Poems: “Song”, “Heart and Mind”, “She was a phantom of delight” and “The Lost Woman”

We had the chance to present and explain poems in our Literature class. The poems we learnt, «songs» and «heart and mind» are both very difficult to understand, but I think that they are awesome.

This poems are good to analyze because they can have different points of view and perspectives, so I think that they are good to discuss and share.  Here are the analysis.

I liked this poem because it shows a different time when women were treated in a different way. The poem explains some advices for women’s, telling them how to treat their husbands. I was paralyzed when we analyzed it because it is strange how things changed.

Heart and mind

This was a poem that I enjoyed a lot. It is perfectly written, I like how the author expresses the abilities and the power of the heart and the mind, how they work in somebody, using nice metaphors and interesting voices.

This poem was my favorite, I like how he values and respects the woman, how he describes his unbelievable perfection, how he contrasts the delight with something that doesn’t exists, a phantom. I think that it was the easiest to understand and also the best.

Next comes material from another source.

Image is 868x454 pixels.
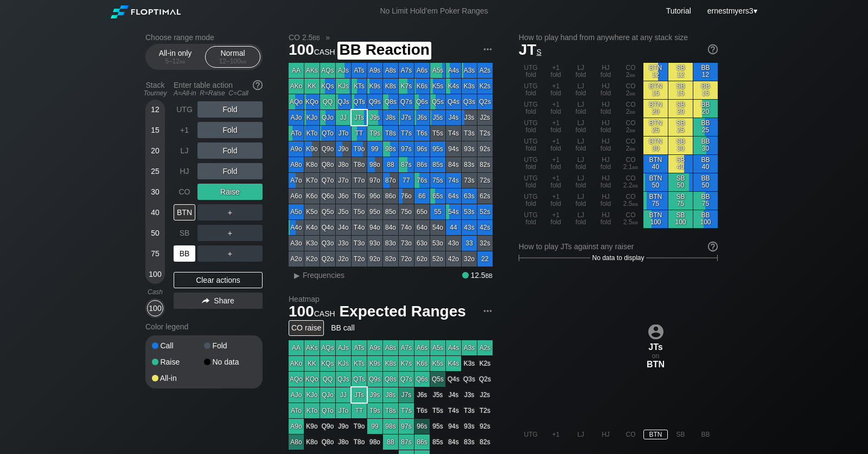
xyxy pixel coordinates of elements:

This poem is very interesting and catchy. It is very sad to listen the story of a little girl who´s mother died and she can´t live without her. I think that it is very nice the way she describes her mother´s created life. The end is very shocking and interesting and unexpected. I really enjoyed it.

 

Of white hairs and cricket

  1. The narrator «put down the tweezers and reached for the cosmics». Explain what the Narrator is doing? (Rite of passage).
  2. «All my friends have father whose hair is greying».
  • What is the N beginning to understand?

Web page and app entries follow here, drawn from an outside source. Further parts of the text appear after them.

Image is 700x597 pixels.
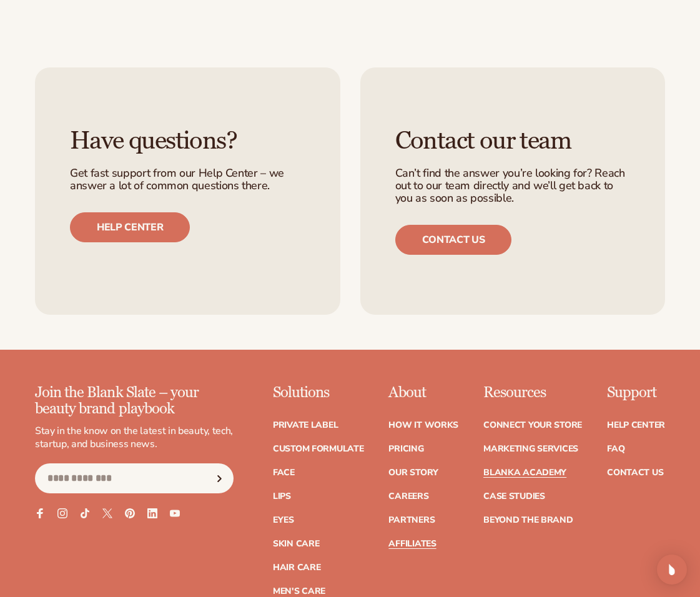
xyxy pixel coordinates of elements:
a: Help Center [607,421,665,430]
a: Help center [70,213,190,242]
button: Subscribe [206,463,233,494]
p: Can’t find the answer you’re looking for? Reach out to our team directly and we’ll get back to yo... [396,167,631,204]
a: FAQ [607,445,625,453]
p: Stay in the know on the latest in beauty, tech, startup, and business news. [35,425,234,451]
a: Contact Us [607,469,664,477]
a: Custom formulate [273,445,364,453]
h3: Contact our team [396,128,631,155]
a: Beyond the brand [484,516,573,525]
p: Resources [484,385,582,401]
a: Our Story [389,469,438,477]
p: Solutions [273,385,364,401]
a: Affiliates [389,540,436,548]
a: Case Studies [484,492,545,501]
p: Get fast support from our Help Center – we answer a lot of common questions there. [70,167,305,192]
a: Connect your store [484,421,582,430]
div: Open Intercom Messenger [657,554,687,585]
a: Partners [389,516,434,525]
a: Skin Care [273,540,319,548]
a: How It Works [389,421,459,430]
a: Contact us [396,225,512,255]
a: Blanka Academy [484,469,566,477]
p: Support [607,385,665,401]
a: Careers [389,492,428,501]
a: Eyes [273,516,294,525]
a: Hair Care [273,564,320,572]
p: Join the Blank Slate – your beauty brand playbook [35,385,234,418]
a: Private label [273,421,338,430]
p: About [389,385,459,401]
a: Pricing [389,445,424,453]
a: Marketing services [484,445,579,453]
a: Face [273,469,295,477]
a: Lips [273,492,291,501]
a: Men's Care [273,587,326,596]
h3: Have questions? [70,128,305,155]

That his father is growing old

  • What is it that his father does not accept?

The passing of time

  • What is it that the N does not quite understand?

3) Who’s Viraf? What is going on at his house?

1) He didn’t want to pull his daddy’s hairs any longer, he was trying to be independent and rebellious because he was not a little kid anymore, he had grown up.

1)  Rite of passage: steps

    Object of desire

    Dare (challenge) rebel

    Defy the authority/ the las of the father.

    Understanding

    Accepting / recognizing

2) He is beginning to understand the passing of time, his father was not the only one q.    growing up, his friends and him were also. His father didn’t want to accept that, he wanted to avoid adding years, he didn’t want to be an old man. doesn’t understand The narrator doesn’t want to accept that his father is going to die.

3) Viraf was the narrator´s best  the friend. His father was ill.

 

“Of White hairs and Cricket”

With our teacher Pato, we  analysed background of the story , “Of White hairs and Cricket”.

BACKGROUND:

Postcolonialism:

  •  People from India must deal with political, economic and emotional effects the British brought and left behind.
  • Language of the Coloniser(oppressor)
  • Identity search
  • Writers write back to the Empire.

Diaspora (scattering):

  • Dispersion of people from their homeland.

Kathleen Raine

Our teacher Pato Chujman tld us to look up information about the writer of the poem “Passion” by Katlhleen Raine.

  • Born 14 June 1908 – 6 July 2003
  • Kathleen Raine was born at Ilford, Essex (now part of London)
  • British poet, critic, and scholar writing. A visionary poet whose work probed the intersection of science and mysticism, Raine bridged elements of Jungian psychology and neo-Platonism in her work
  • Interested in various forms of spirituality, most prominently Platonism and Neoplatonism, she was a founder member of the Temenos Academy.
  • Raine received the Queen’s Gold Medal for Literature, the Harriet Monroe Memorial Prize, the Oscar Blumenthal Prize, the Chapelbrook Award, the Cholmondeley Award, and the Smith Literary Award and a Commandeur de L’Ordre des Arts et des Lettres.
  • Poetry was deeply ingrained in the daily lives of her maternal ancestors. From her father she gained a love of etymology and the literary aspect of poetry. She wrote that for her poetry was “not something invented but given…Brought up as I was in a household where poets were so regarded it naturally became my ambition to be a poet”
  • Her first book of poetry, Stone And Flower (1943). Living in Time (1946). The Pythoness in 1949. Her classics include Who Are We?,  the two-volume Blake and Tradition.